A small discussion yesterday on Friendfeed after I posted a video that puts up a big warning about the way Facebook deals with your privacy. I do not know if any of the claims in that video are correct. Jason Kaneshiro pointed me to an article posted earlier that mentions some of the same assumptions here.
Privacy and Social media. An interesting contradiction. Social Media allows us to interact over any content on the web. It’s pubic by nature, people are stimulated to join an open conversation, become public figures. Social media does sometimes provide us “private” back channels (the direct message in Twitter). It is an unstoppable process. Any website, channel or technology is making the move towards the usage of social media. We love to be part of any conversation and by doing that we increase the value of any service for the service provider and ourselves.
And it feels good too. I don’t care a bit about the aggregation capabilities of Friendfeed for example. But I like the ability to join in a conversation about that content that gets aggregated. Same thing goes for Twitter. Tweets essentially broadcast something to anyone that wants to listen, and every once in a while, it leads to responses that make you smile, laugh out loud, sad, surprised. All emotions are addressed in a way.
I think it is a great that social media allow all of these interactions to take place. It makes the online world a more fun and interesting place to hang out. But it gets messy when the objective of the one providing the social media capabilities isn’t to let us interact. It gets messy when the objective is to store and analyze our interactions and relations on the web in order to make money. It gets messy when a privacy policy of the service provider is 10 pages lawyer talk that no one bothers to read. It gets messy when users are naive enough to think that this isn’t happening at the service they use. That is the point where privacy all of a sudden becomes important in social media.
The sad thing about this is that Social Media and privacy are holding each other in a death grip. But privacy is slowly choking and turning blue. Social Media can’t really exist unless it facilitates public interaction. But underneath lies the trouble. I can’t think of a single web company that isn’t using the free ad based business model to exploit social media. And it is this business model that really fights the battle with privacy. And unfortunately it is winning, big time.
The generation that grew up without social media still has a grasp of what privacy means on the web. The generation that lives with social media now is already losing sight on the concept. And that i a real threat in my opinion. Privacy control is as important as controlling your own finances. It is not something to think lightly about. That doesn’t mean that there should not be any public interaction through social media! But it’s crucial that the participants can decide for themselves which aspects of their online lives an interactions are accessible and reusable by others, and which aren’t.
The only way Social Media and privacy could co-exist, because that’s what is needed, is to make the user himself responsible for his privacy control. These controls can’t be implemented within the social media. They need to be implemented within the on-line presence of the user!
To explain this consider the following (its’s from that Friendfeed discussion I mentioned earlier). Facebook allows you to set all kinds of privacy controls. Within Facebook you can decide what your friends can and can;t see, and up to a certain level you get to control 3rd party access to your profile. But there is one control missing. It is the ” Facebook, stay away from my profile” control. Facebook helps you to protect yoursef from anyone except Facebook.
Privacy is something the user needs to be in charge of. Who are you to think that you can do this for me? To implement this one could think of a highly localized version. Every user has his own privacy controls on his computer. But a much better solution would be to use the banking model. Create large privacy faults on the web where users can store their interactions and controls. Interacting using social media then simply passes by the controls we have within those vaults. Some will provide full access, some will put constraints on them. And the banker that provides this privacy service only has one business model, that is to protect the user’s privacy. And just like with banking, we want to have choice, privacy banks that compete to provide us the best, simple, easy to use, cheap, customer-centric service possible. A service that can connect with all social media and allows instant, fin-grain controls accessible to the user.
A simple idea, but almost impossible to implement due to the mainstream free ad based business model. Do we really need privacy controls in Social Media? You bet. We haven’t seen the last of this. As more Beacon-like services appear, feeding upon our personal data I think that privacy will wrestle back. Privacy will become a powerful counter force to the public addiction of this free ad based business model and get balance back into this death grip.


> _EXERCISE DETAILS_:
Wherever the string "gray" shows up in the material below, copy that line.

──────── GIVEN RECORDS

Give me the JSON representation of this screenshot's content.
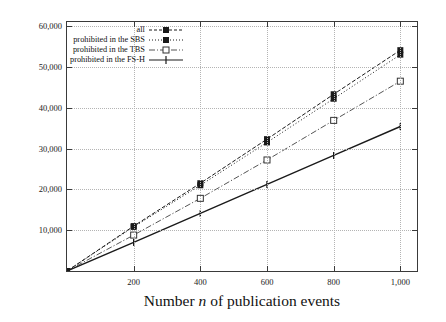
{
  "chart_data": {
    "type": "line",
    "title": "",
    "xlabel": "Number n of publication events",
    "ylabel": "Number of event messages",
    "x": [
      0,
      200,
      400,
      600,
      800,
      1000
    ],
    "xlim": [
      0,
      1050
    ],
    "ylim": [
      0,
      61000
    ],
    "xticks": [
      200,
      400,
      600,
      800,
      1000
    ],
    "xticklabels": [
      "200",
      "400",
      "600",
      "800",
      "1,000"
    ],
    "yticks": [
      10000,
      20000,
      30000,
      40000,
      50000,
      60000
    ],
    "yticklabels": [
      "10,000",
      "20,000",
      "30,000",
      "40,000",
      "50,000",
      "60,000"
    ],
    "grid": true,
    "legend_position": "upper-left",
    "series": [
      {
        "name": "all",
        "values": [
          0,
          11000,
          21500,
          32300,
          43300,
          54100
        ],
        "linestyle": "dashed",
        "marker": "filled-square",
        "color": "#1a1a1a"
      },
      {
        "name": "prohibited in the SBS",
        "values": [
          0,
          10800,
          21000,
          31500,
          42200,
          53000
        ],
        "linestyle": "dotted",
        "marker": "filled-square",
        "color": "#1a1a1a"
      },
      {
        "name": "prohibited in the TBS",
        "values": [
          0,
          8800,
          17800,
          27200,
          36900,
          46500
        ],
        "linestyle": "dash-dot",
        "marker": "open-square",
        "color": "#555555"
      },
      {
        "name": "prohibited in the FS-H",
        "values": [
          0,
          7000,
          14100,
          21200,
          28300,
          35400
        ],
        "linestyle": "solid",
        "marker": "plus",
        "color": "#1a1a1a"
      }
    ]
  },
  "legend": {
    "items": [
      {
        "label": "all"
      },
      {
        "label": "prohibited in the SBS"
      },
      {
        "label": "prohibited in the TBS"
      },
      {
        "label": "prohibited in the FS-H"
      }
    ]
  },
  "axes": {
    "x_title_prefix": "Number ",
    "x_title_italic": "n",
    "x_title_suffix": " of publication events",
    "y_title": "Number of event messages"
  }
}
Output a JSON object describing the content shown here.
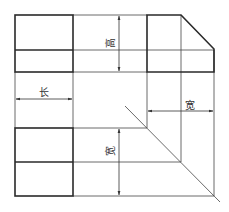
{
  "diagram": {
    "type": "three-view orthographic projection",
    "views": [
      {
        "name": "front-view",
        "position": "top-left"
      },
      {
        "name": "side-view",
        "position": "top-right",
        "feature": "chamfered top-right corner"
      },
      {
        "name": "top-view",
        "position": "bottom-left"
      }
    ],
    "labels": {
      "height": "高",
      "length": "长",
      "width_side": "宽",
      "width_top": "宽"
    },
    "colors": {
      "line": "#2a2a2a",
      "background": "#ffffff"
    }
  }
}
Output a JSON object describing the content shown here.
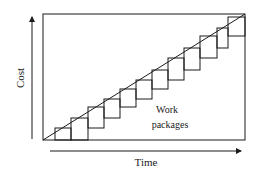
{
  "diagram": {
    "x_axis_label": "Time",
    "y_axis_label": "Cost",
    "annotation_line1": "Work",
    "annotation_line2": "packages",
    "stroke_color": "#1a1a1a",
    "frame": {
      "x1": 43,
      "y1": 14,
      "x2": 245,
      "y2": 140
    },
    "diagonal": {
      "x1": 43,
      "y1": 140,
      "x2": 245,
      "y2": 14
    },
    "steps": [
      {
        "x": 55,
        "y": 128,
        "w": 16,
        "h": 12
      },
      {
        "x": 71,
        "y": 118,
        "w": 17,
        "h": 22
      },
      {
        "x": 88,
        "y": 107,
        "w": 16,
        "h": 21
      },
      {
        "x": 104,
        "y": 99,
        "w": 16,
        "h": 19
      },
      {
        "x": 120,
        "y": 89,
        "w": 16,
        "h": 18
      },
      {
        "x": 136,
        "y": 80,
        "w": 16,
        "h": 19
      },
      {
        "x": 152,
        "y": 70,
        "w": 16,
        "h": 19
      },
      {
        "x": 168,
        "y": 58,
        "w": 16,
        "h": 22
      },
      {
        "x": 184,
        "y": 48,
        "w": 16,
        "h": 22
      },
      {
        "x": 200,
        "y": 36,
        "w": 17,
        "h": 22
      },
      {
        "x": 217,
        "y": 28,
        "w": 11,
        "h": 20
      },
      {
        "x": 228,
        "y": 17,
        "w": 17,
        "h": 19
      }
    ]
  }
}
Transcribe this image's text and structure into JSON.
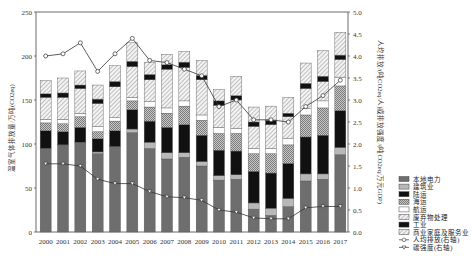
{
  "chart_data": {
    "type": "bar",
    "stacked": true,
    "title": "",
    "xlabel": "",
    "ylabel": "温室气体排放量/万吨(CO2eq)",
    "ylabel_right": "人均排放/(吨CO2eq/人)或排放强度/(吨CO2eq/万元GDP)",
    "ylim": [
      0,
      250
    ],
    "ylim_right": [
      0,
      5.0
    ],
    "yticks": [
      0,
      50,
      100,
      150,
      200,
      250
    ],
    "yticks_right": [
      "0.0",
      "0.5",
      "1.0",
      "1.5",
      "2.0",
      "2.5",
      "3.0",
      "3.5",
      "4.0",
      "4.5",
      "5.0"
    ],
    "grid": false,
    "legend_position": "right",
    "categories": [
      "2000",
      "2001",
      "2002",
      "2003",
      "2004",
      "2005",
      "2006",
      "2007",
      "2008",
      "2009",
      "2010",
      "2011",
      "2012",
      "2013",
      "2014",
      "2015",
      "2016",
      "2017"
    ],
    "series": [
      {
        "name": "本地电力",
        "pattern": "dark-gray",
        "values": [
          95,
          99,
          102,
          89,
          97,
          113,
          95,
          83,
          85,
          75,
          59,
          60,
          26,
          19,
          29,
          58,
          60,
          88
        ]
      },
      {
        "name": "建筑业",
        "pattern": "light-gray",
        "values": [
          0,
          0,
          0,
          2,
          0,
          4,
          7,
          7,
          5,
          5,
          5,
          5,
          7,
          8,
          9,
          8,
          6,
          8
        ]
      },
      {
        "name": "陆运",
        "pattern": "black",
        "values": [
          20,
          15,
          17,
          15,
          18,
          22,
          24,
          29,
          32,
          30,
          29,
          27,
          36,
          40,
          40,
          42,
          44,
          42
        ]
      },
      {
        "name": "海运",
        "pattern": "cross-hatch",
        "values": [
          9,
          9,
          12,
          8,
          11,
          10,
          16,
          16,
          21,
          17,
          19,
          20,
          20,
          22,
          21,
          25,
          31,
          28
        ]
      },
      {
        "name": "航运",
        "pattern": "white",
        "values": [
          4,
          5,
          4,
          6,
          4,
          4,
          6,
          6,
          6,
          6,
          7,
          6,
          6,
          6,
          7,
          7,
          8,
          10
        ]
      },
      {
        "name": "废弃物处理",
        "pattern": "hatched",
        "values": [
          25,
          25,
          28,
          26,
          35,
          35,
          25,
          44,
          38,
          40,
          25,
          32,
          25,
          27,
          25,
          23,
          22,
          20
        ]
      },
      {
        "name": "工业",
        "pattern": "black",
        "values": [
          4,
          5,
          4,
          5,
          6,
          6,
          6,
          5,
          6,
          5,
          5,
          5,
          5,
          5,
          4,
          6,
          6,
          5
        ]
      },
      {
        "name": "商业家庭及服务业",
        "pattern": "hatched",
        "values": [
          15,
          17,
          16,
          16,
          18,
          21,
          14,
          12,
          12,
          17,
          13,
          22,
          17,
          16,
          18,
          23,
          29,
          26
        ]
      }
    ],
    "line_series": [
      {
        "name": "人均排放(右轴)",
        "axis": "right",
        "marker": "circle",
        "values": [
          4.0,
          4.05,
          4.3,
          3.65,
          4.05,
          4.4,
          3.9,
          3.85,
          3.7,
          3.55,
          2.85,
          3.0,
          2.55,
          2.55,
          2.5,
          2.85,
          3.1,
          3.45
        ]
      },
      {
        "name": "碳强度(右轴)",
        "axis": "right",
        "marker": "triangle",
        "values": [
          1.55,
          1.55,
          1.5,
          1.2,
          1.1,
          1.1,
          0.92,
          0.8,
          0.78,
          0.72,
          0.5,
          0.45,
          0.32,
          0.3,
          0.3,
          0.55,
          0.58,
          0.58
        ]
      }
    ]
  },
  "legend": {
    "items": [
      {
        "label": "本地电力",
        "swatch": "dark-gray"
      },
      {
        "label": "建筑业",
        "swatch": "light-gray"
      },
      {
        "label": "陆运",
        "swatch": "black"
      },
      {
        "label": "海运",
        "swatch": "cross-hatch"
      },
      {
        "label": "航运",
        "swatch": "white"
      },
      {
        "label": "废弃物处理",
        "swatch": "hatched"
      },
      {
        "label": "工业",
        "swatch": "black"
      },
      {
        "label": "商业家庭及服务业",
        "swatch": "hatched"
      },
      {
        "label": "人均排放(右轴)",
        "swatch": "line-circle"
      },
      {
        "label": "碳强度(右轴)",
        "swatch": "line-triangle"
      }
    ]
  },
  "colors": {
    "dark-gray": "#6e6e6e",
    "light-gray": "#b8b8b8",
    "black": "#111111",
    "white": "#ffffff",
    "stroke": "#555555",
    "line": "#333333"
  }
}
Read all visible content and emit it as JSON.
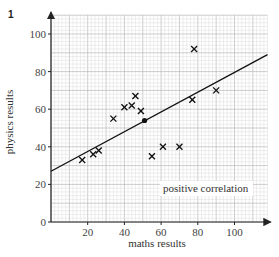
{
  "figure": {
    "question_number": "1"
  },
  "chart_data": {
    "type": "scatter",
    "title": "",
    "xlabel": "maths results",
    "ylabel": "physics results",
    "xlim": [
      0,
      118
    ],
    "ylim": [
      0,
      110
    ],
    "x_ticks": [
      20,
      40,
      60,
      80,
      100
    ],
    "y_ticks": [
      0,
      20,
      40,
      60,
      80,
      100
    ],
    "grid": true,
    "annotation": "positive correlation",
    "series": [
      {
        "name": "students",
        "marker": "x",
        "points": [
          {
            "x": 17,
            "y": 33
          },
          {
            "x": 23,
            "y": 36
          },
          {
            "x": 26,
            "y": 38
          },
          {
            "x": 34,
            "y": 55
          },
          {
            "x": 40,
            "y": 61
          },
          {
            "x": 44,
            "y": 62
          },
          {
            "x": 46,
            "y": 67
          },
          {
            "x": 49,
            "y": 59
          },
          {
            "x": 55,
            "y": 35
          },
          {
            "x": 61,
            "y": 40
          },
          {
            "x": 70,
            "y": 40
          },
          {
            "x": 77,
            "y": 65
          },
          {
            "x": 78,
            "y": 92
          },
          {
            "x": 90,
            "y": 70
          }
        ]
      }
    ],
    "mean_point": {
      "x": 51,
      "y": 54
    },
    "line_of_best_fit": {
      "x1": 0,
      "y1": 27,
      "x2": 118,
      "y2": 89
    }
  }
}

────────────────

> _RESPONSE AREA_:
        "pattern": "dark-gray",
        "pattern": "light-gray",
        "swatch": "dark-gray"
        "swatch": "light-gray"
    "dark-gray": "#6e6e6e",
    "light-gray": "#b8b8b8",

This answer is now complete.